On Wed, Nov 16, 2022 at 02:03:14PM +0100, Lorenzo wrote:

> > > lsof /dev/log >/dev/null || exit 1
> > 
> > I think
> > 
> > fuser /dev/log >/dev/null 2>/dev/null || exit 1
> > 
> > is more efficient, but there is a problem with both approaches: the process 
> > that is listening on /dev/null may be invisible to us, because it may be 
> > running in a different namespace.
> 
> Thanks for the above: I didn't thought about using this service inside a 
> container (when the logger is outside) and I agree it's a nice to have 
> extension (assuming that you mean listening on /dev/log, otherwise I fail to 
> understand what you are talking about)

Yes, sorry, my brain hit a bad sector there. /dev/log of course.

> > The only way to reliably determine whether there is a Unix server listening 
> > on the /dev/log socket is to try to connect to the socket.
> > 
> > One approach I can think of is to use
> > 
> > unixclient /dev/log /bin/true 2>&1 | grep -q '^connect: Protocol wrong type 
> > for socket' || exit 1
> > 
> > This creates a SOCK_STREAM socket and tries to connect it to /dev/log, 
> > which will fail with EPROTOTYPE if there is a listening server (which will 
> > use SOCK_DGRAM) and with ECONNREFUSED if not.
> > 
> > Using unixclient would introduce a semi-esoteric dependency on ucspi-unix, 
> > but it's a tiny package which is a good match for the runit ecosystem 
> > anyway, so maybe it's acceptable.
> > 
> > A more mainstream but much more heavyweight approach would be to use 
> > socat(1) or netcat-openbsd with the -U option.
> > 
> > Alternatively, socklog provides its own socklog-check, which does exactly 
> > what is necessary, but the whole point of trying to detect whether *any* 
> > syslog daemon is running is to avoid having to install a particular one 
> > like socklog, so we probably shouldn't use it.
> > 
> > OTOH, it's such a tiny program, and so unlikely to require changes ever, 
> > you might even ship (a copy of) it as part of the runit package.
> 
> I'm ok with ucspi-unix or socklog-check, but this can happen only after the 
> bookworm release.

How about you make default-syslog/check use socklog-check or unixclient if they 
are available, and fall back to the current heuristics if not?
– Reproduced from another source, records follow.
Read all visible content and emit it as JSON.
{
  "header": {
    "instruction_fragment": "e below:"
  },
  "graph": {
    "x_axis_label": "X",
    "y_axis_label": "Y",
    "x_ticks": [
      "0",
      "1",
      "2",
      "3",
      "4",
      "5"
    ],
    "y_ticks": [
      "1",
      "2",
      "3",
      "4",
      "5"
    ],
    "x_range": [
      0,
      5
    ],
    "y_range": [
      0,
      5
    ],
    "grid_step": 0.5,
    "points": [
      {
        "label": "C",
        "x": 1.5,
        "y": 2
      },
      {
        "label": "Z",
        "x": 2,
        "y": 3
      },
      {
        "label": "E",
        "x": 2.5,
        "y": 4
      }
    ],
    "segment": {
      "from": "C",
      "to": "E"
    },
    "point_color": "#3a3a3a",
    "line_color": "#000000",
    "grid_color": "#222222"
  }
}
Something like 
this:

#!/bin/sh

# note: only socklog exists as runit service in Debian right now

socklog-check && exit 0

unixclient /dev/log /bin/true 2>&1 | grep -q '^connect: Protocol wrong type for 
socket' && exit 0

fuser /dev/log >/dev/null 2>/dev/null && exit 0

for service in rsyslog socklog socklog-unix syslog-ng busybox-syslogd 
inetutils-syslogd ; do
        sv u $service && sv check $service && exit 0
done

exit 1

If socklog-check and unixclient aren't installed, those commands will just fail 
and the script will fall back to the next attempt.

The only way I can see this being worse than the current solution is if 
searching PATH for executables is pathologically slow (e.g. due to an NFS 
outage maybe).

> This bug can probably renamed as "default-syslog: useless inside a 
> container", right ?

I don't think so; that wouldn't be accurate. It's only useless if the syslog 
daemon and the check script run in different namespaces; if they run in the 
same container, it works, and it also fails if check runs on the host and it's 
the syslog daemon that's in the container (this should be rare though).

I'd call it "default-syslog: check for running syslogd not robust" or something.

AndrĂ¡s

-- 
                 Desk: A very large wastebasket with drawers.